The report concluded that either Mr Santer was complicit or incompetent and recommended intervention.
The SRA adjudicator found reasons to suspect dishonesty on the part of Asad Sahi and Mr Santer. Mr Santer had also employed “other individuals of concern”, including Robert Jones (also known as Robert Offord/Robert John), who was subject to a control order under section 43 of the Solicitors Act 1974, preventing him from working in a law firm without the SRA’s permission.
The SRA’s forensic investigation officer had told Mr Santer about Mr Jones’s true identity, and the order, in March 2024 but the solicitor did nothing about it, such as apply for permission to employ him.
Further, shortly after the SRA started its investigation, a number of files were found having been illegally fly-tipped. The adjudicator said this was “presumably to avoid them being discovered or examined by the SRA”.
She ordered the intervention, noting that she did not have to find that Mr Santer had been dishonest, only that there were grounds to suspect it.
Mr Santer said he became aware that Robert Jones was assisting Asad Sahi and being held out as a caseworker in late 2023. The SRA admitted that a search of its website for Robert Jones would not have revealed the section 43 order, because its records had not been updated after a name change.
Mr Santer said he did not apply for permission for Mr Jones to work after March 2024, because he instead decided to prohibit any future involvement with the practice.
As for the fly tipping, the London Borough of Newham told the police that it was conducted by two individuals, one of whom was identified as an associate of Yawar Ali Shah.
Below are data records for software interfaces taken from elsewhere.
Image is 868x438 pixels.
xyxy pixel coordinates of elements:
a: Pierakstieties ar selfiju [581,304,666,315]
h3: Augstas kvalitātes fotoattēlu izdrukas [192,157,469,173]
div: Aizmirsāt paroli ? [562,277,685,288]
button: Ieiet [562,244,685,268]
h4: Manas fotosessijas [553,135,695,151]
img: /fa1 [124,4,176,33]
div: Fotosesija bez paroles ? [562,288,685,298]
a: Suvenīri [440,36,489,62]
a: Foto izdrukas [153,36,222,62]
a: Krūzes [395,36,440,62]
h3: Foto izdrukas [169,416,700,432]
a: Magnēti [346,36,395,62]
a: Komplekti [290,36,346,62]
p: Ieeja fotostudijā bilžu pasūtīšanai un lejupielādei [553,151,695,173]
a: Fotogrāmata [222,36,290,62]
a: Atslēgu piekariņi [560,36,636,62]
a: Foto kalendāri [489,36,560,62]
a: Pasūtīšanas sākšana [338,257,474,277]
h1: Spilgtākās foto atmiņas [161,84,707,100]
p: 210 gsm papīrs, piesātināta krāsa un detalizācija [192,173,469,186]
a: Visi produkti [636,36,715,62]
Mr Santer used a confidential waste disposal service.
HHJ Jarman rejected criticisms of the adjudicator’s decision. It was “not a fact-finding exercise but a swift exercise to decide whether suspicions were such as to justify urgent intervention to protect the public”. There were “clear and cogent reasons for the adjudicator to find suspicion”.
However, “the reasons to suspect dishonesty on the part of Mr Santer, have been, if not dispelled, significantly lessened. In particular, there is no reason to suspect that Mr Santer was complicit in the dishonest conduct of Asad Sahi”.
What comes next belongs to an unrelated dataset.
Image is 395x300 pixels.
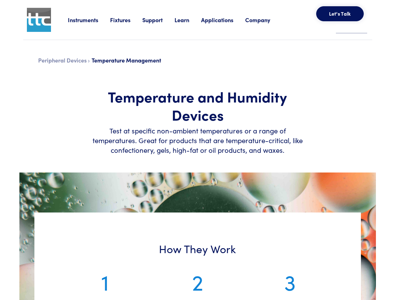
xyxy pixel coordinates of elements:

He carried out “appropriate identity checks” and it was “unlikely that a professional with an unblemished record of over 40 years, as Mr Santer was, would risk all by becoming complicit with a sophisticated fraudster in the closing months of the practice”.
Other solicitors had previously been deceived by Yawar Ali Shah, he added.
“I also accept that the intervention has already done sizeable damage to the practice and to Mr Santer’s reputation, causing great stress.”
Though it was likely that many clients have left, withdrawing the intervention notice was “likely to have real mitigation impacts” – it was “not unrealistic” to expect that some longstanding clients would remain or return.
Even though Yawar Ali Shah and his associates were no longer working in the practice, this did not mean there was no risk, however: “It is clear that there have been failings on [Mr Santer’s] part of supervision and of ensuring compliance, and a lack of insight into his failings.
While the SRA could simply issue another intervention notice, “there is no evidence before me of an intention to do so or what terms any such notice might contain. This is not a reason not to withdraw a notice issued on the basis of reasonable suspicion of dishonesty”.
HHJ Jarman concluded: “In my judgment, although there is likely to be some risk to the public by withdrawal, such risk is likely to be relatively small now that Mr Santer has had the experience of investigation and intervention and now that Yawar Ali Shah and his associates no longer work in the practice.
“Mr Santer is unlikely to put himself in this position again. The damage to him and the practice and potentially to clients by the notice continuing, although already suffered to a sizeable extent, is such as to outweigh that risk.
“It would provide him with an opportunity to sell what remains of his practice and to retire without the mantle of reasons to suspect dishonesty. It is not necessary or proportionate to continue with the intervention notice in my judgment, and accordingly I shall order that the notice is withdrawn.”